Michael Goodwin raises some valid fears regarding our society’s penchant for ignoring the difficult, complicated and disappointing in our efforts to coddle, encourage and edify. However, there are a few fallacies in his argument. Firstly, Goodwin fails to define what he means by success and failure. Secondly, he neglects to establish effective filters for differentiating between the two.
Goodwin fails to provide a rubric for both the concepts of success and failure, and his argument requires that we agree with his distinctions. It is unclear whether success is measured by degrees of safety, social capital, academic degrees or financial stability. Similarly, it is unclear whether failure is measured by degrees of poverty, lack of education or geographic isolation.
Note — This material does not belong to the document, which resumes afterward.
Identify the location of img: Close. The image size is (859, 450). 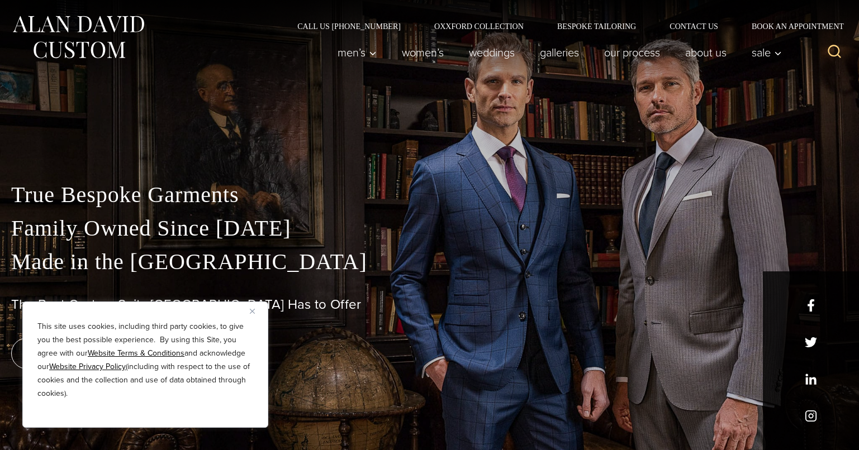
(252, 311).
When Goodwin mentions social promotion, analyzing the sobering statistics requires a tongue-in-cheek perspective: although seventy-five percent of New York City high school graduates require remedial work to make up for inadequacies in previous education, no policy analyst would solely blame the student; instead, the school system is clearly the flawed institution, and government administrations are meant to account for such shortcomings, as in the well-intentioned vein of No Child Left Behind.
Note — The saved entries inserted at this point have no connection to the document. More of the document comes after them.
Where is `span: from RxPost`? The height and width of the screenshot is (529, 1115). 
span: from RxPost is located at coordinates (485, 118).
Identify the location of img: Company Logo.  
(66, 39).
Such social nets will not go ultimately unchallenged. The college graduate who works hard to maintain a competitive GPA, takes difficult courses and invests in extracurricular activities will be rewarded when an impressive résumé is presented to future employers. The college graduate who ignores classes and neglects work will perhaps graduate, but certainly won’t be looked upon favorably when applying to competitive employment positions. In this scenario, failure is indeed an inevitable outcome for the former case, and eventually a rewarding one. This challenges what I understand Goodwin to be saying; the core of his argument seems to be not so much that there is an increasing absence of failure, but rather that failure goes unpunished. This is an invalid assumption. The high school student who graduates unqualifiedly will need remedial work. The person who buys a cheap but unreliable car will need to compensate for a bad purchase. In this way there seems to be no shortage of failure; failure might simply be described differently in the economic equation: if either buyer or seller perceives the short end of the fiscal stick, the ground will have to be made up eventually.
At what level in the social ladder should failure as a filtering mechanism be instated? Should there be a lottery system to determine who is allowed to continue on to middle school, for the sake of improving the caliber of output? Should marketplace exchanges be capped each day in order to encourage a frenzy of early efforts and cutthroat strategies, for the sake of increasing market capital? If Goodwin’s call for failure for failure’s sake is played out this way, its natural product will not be success, but anarchy, and so the question is an entirely personal one. The American democratic system allows plenty of room for the freedom to fail—the question is, for how long?